Across all three, you’re reacting, adapting, surviving, and planning. There’s no single button to “solve” the game’s tension. You play smart or you die.

THE ATMOSPHERE

It’s a tough balance from underground concrete maze to pitch black hospital wards to dingy shelter interiors.

The environment works mechanically, trapping gamers in tight corridors and choking points. Putting the intrinsic fear of isolation and lack of resources in us.

Lighting is functional as it is bright enough to navigate but designed so your mind fills in the gaps.

That choice kept me tense when I heard abnormal sounds, letting the game breathe on its own without relying on flashbang effects every two minutes.

SOUND DESIGN

Sound is part of the gameplay element. Footsteps, distant hums, sudden quiet all play into monster sensing or avoidance. In the second night, audio feedback is your map.

Silence can be just as poignant as a screech when it means you’re exposed.The audio cues are sharp. If the monster reacts to your sound, you know they are on you fast.

WHEN IT CLICKS

Night 1 had me paying attention and strategizing my escape, but the game truly snapped for me in Night 2. Suddenly, the camera flash mechanic was like a decision tree.

Do I flash to see the path and risk drawing danger, or do I sit in near darkness and hope the creature stays blind and I navigate correctly?

That tension shift changes your mindset from “move and explore” to “every turn and path I take matters physically and psychologically.”

WHAT DIDN’T WORK

Camera flash duration might be too short for some gamers, as some have noted it feels too brief in the darkest sections.

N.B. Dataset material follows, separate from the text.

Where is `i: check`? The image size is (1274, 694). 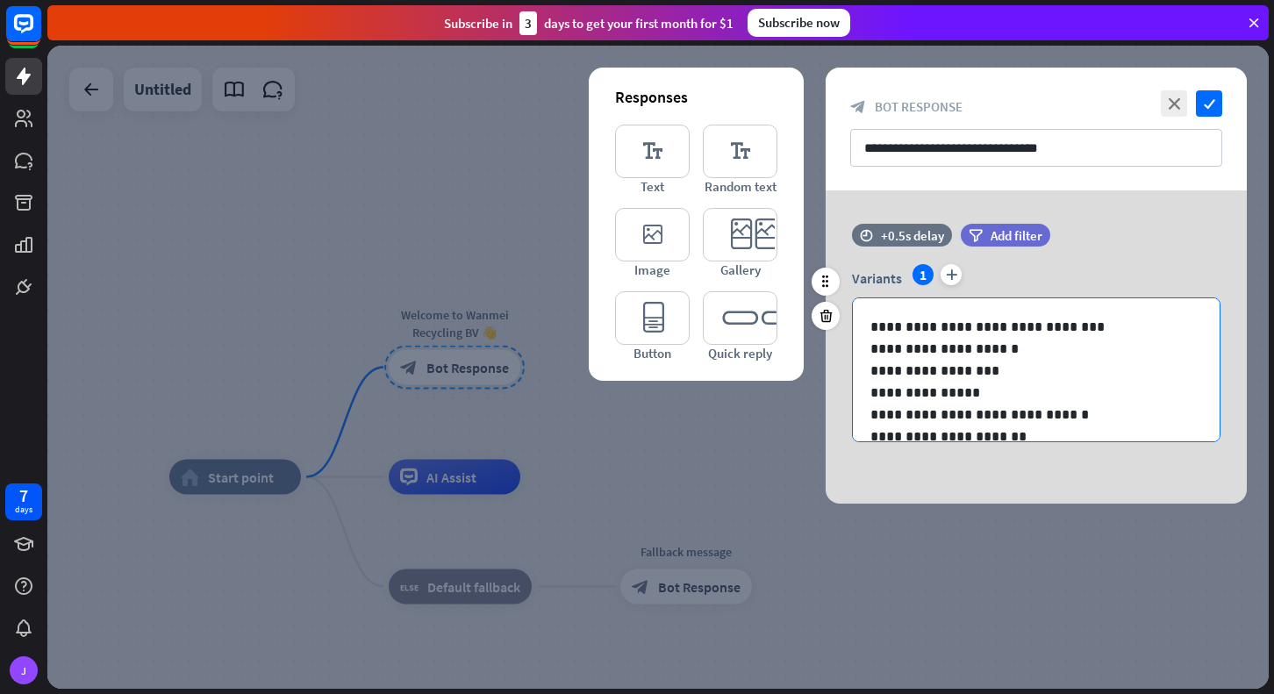
i: check is located at coordinates (1209, 104).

This could feel punitive rather than tense.

Lighting inconsistency is a bit varied as some areas seem to favor look over practical function.

Combat pacing in Night 3 can feel like it’s coming out of left field for some if you’re primed for stealth from the first two nights.

THE ENDING (NO SPOILERS)

The finale wraps with the brutality it promises and the payoff of surviving three methods of fear.

It doesn’t overexplain things and the outside story is simple. That’s exactly what a horror voyage should do in some cases, end on tension resolved just enough.

FINAL THOUGHTS

Overall, 3 Nights of Terror isn’t for everyone, but it’s a solid offering. The varied mechanics stop it from feeling like a one‑trick haunt, and the low entry price makes the risk trivial.

If you like horror that toys with your expectations and makes each section feel distinctive, this should satisfy your horror craving.

I’d say this is for fans of tense indie horror, people who don’t mind switching gears often, gamers who treat sound and light as strategically.

Does it overstay its welcome? No. At its runtime it feels tight rather than stretched.

By for Night 1 and 2 were the most anxiety inducing segments, as you were more in survival mode. Something about being in isolated in darkness with limited resources in an unknown area made it more unsettling while I played it.

Night 3 was fun but not as scary as the prior nights. However, the atmosphere definitely made all three nights get under your skin. Its nice to see an indie horror utilize environment to induce apprehension in many ways.

WATCH THE FULL PLAYTHROUGH

Watch my playthrough of Night 1 here. Night 2 and 3 will be uploaded on future dates.

Survive the 3 nights yourself by clicking on the steam link here, 3 Nights of Terror.

If you enjoy indie horror breakdowns like this, follow Gravenox Horror Gaming, and trust me to explore horror so you don’t have to.